(This post has nothing to do with speech technologies or IVR applications. It’s merely a discussion on an implementation detail I described at the Erlang Montreal meetup and it’s rather technical.)
In my previous post about my talk at the Erlang Montreal meetup, slide 15 briefly outlines how session timeouts are implemented in NuGram Hosted Server. The code is duplicated here:
receive
…
after Timeout ->
db:expire_session(self())
end
This code uses the Erlang receive..after construct to handle timeouts. The construct tries to extract a message from the process mailbox, and waits at most Timeout milliseconds if there are no matching messages (variables start with an uppercase letter in Erlang).
This is great when sessions are represented using plain Erlang processes (I described this technique here). But there is a much better way to achieve the same effect when implementing servers using OTP’s gen_server behaviour. (One of our hard learned lessons is to take time to properly learn OTP, Erlang’s Open Telecommunications Platform, before building a production-grade system. It’s definitely worth the investment. It’s what puts Erlang in a totally different category than most programming languages and systems.)

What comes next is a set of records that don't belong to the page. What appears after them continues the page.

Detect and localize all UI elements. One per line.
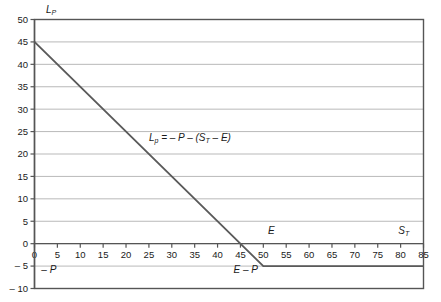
x-tick-label-35: 35 [189, 249, 200, 260]
x-tick-label-65: 65 [327, 249, 338, 260]
x-tick-label-60: 60 [304, 249, 315, 260]
annotation-premium-label: – P [40, 264, 56, 275]
x-tick-label-15: 15 [98, 249, 109, 260]
x-tick-label-85: 85 [418, 249, 429, 260]
x-tick-label-70: 70 [350, 249, 361, 260]
x-tick-label-50: 50 [258, 249, 269, 260]
x-tick-label-20: 20 [121, 249, 132, 260]
y-tick-label-40: 40 [17, 59, 28, 70]
x-tick-label-55: 55 [281, 249, 292, 260]
x-tick-label-80: 80 [395, 249, 406, 260]
y-tick-label-15: 15 [17, 171, 28, 182]
y-tick-label--5: – 5 [15, 260, 28, 271]
y-tick-label-0: 0 [23, 238, 28, 249]
annotation-strike-marker: E [268, 225, 275, 236]
y-tick-label-20: 20 [17, 148, 28, 159]
annotation-breakeven-label: E – P [234, 264, 259, 275]
chart-canvas: 0510152025303540455055606570758085 – 10–… [0, 0, 441, 302]
x-tick-label-5: 5 [55, 249, 60, 260]
x-tick-label-10: 10 [75, 249, 86, 260]
y-tick-label-25: 25 [17, 126, 28, 137]
x-tick-label-75: 75 [372, 249, 383, 260]
x-tick-label-25: 25 [144, 249, 155, 260]
payoff-chart: 0510152025303540455055606570758085 – 10–… [0, 0, 441, 302]
x-tick-label-40: 40 [212, 249, 223, 260]
x-tick-label-30: 30 [167, 249, 178, 260]
y-tick-label-35: 35 [17, 81, 28, 92]
y-tick-label-30: 30 [17, 104, 28, 115]
y-tick-label--10: – 10 [10, 283, 29, 294]
y-tick-label-5: 5 [23, 216, 28, 227]
x-tick-label-45: 45 [235, 249, 246, 260]
y-tick-label-45: 45 [17, 36, 28, 47]
y-tick-label-50: 50 [17, 14, 28, 25]
y-tick-label-10: 10 [17, 193, 28, 204]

When implementing a server using gen_server, one has to implement a few callback functions (namely handle_call for synchronous calls, handle_cast for asynchronous ones, and handle_info for other messages). In order to specify request timeouts, values returned by those three functions must provide the optional timeout:
handle_call(Request, From, State) ->
Reply = ...
{ok, Reply, NewState, Timeout};
...
If the server does not receive any message during the next Timeout milliseconds, the timeout message is sent to the process and must be handled by the handle_info function. To stop the process, something like the following can be done:
handle_info(timeout, State) ->
%% Do some clean up
{stop, normal, State};
...
This simply tells the server is to be shut down normally and that its last state is State (a great thing to know when things go wrong).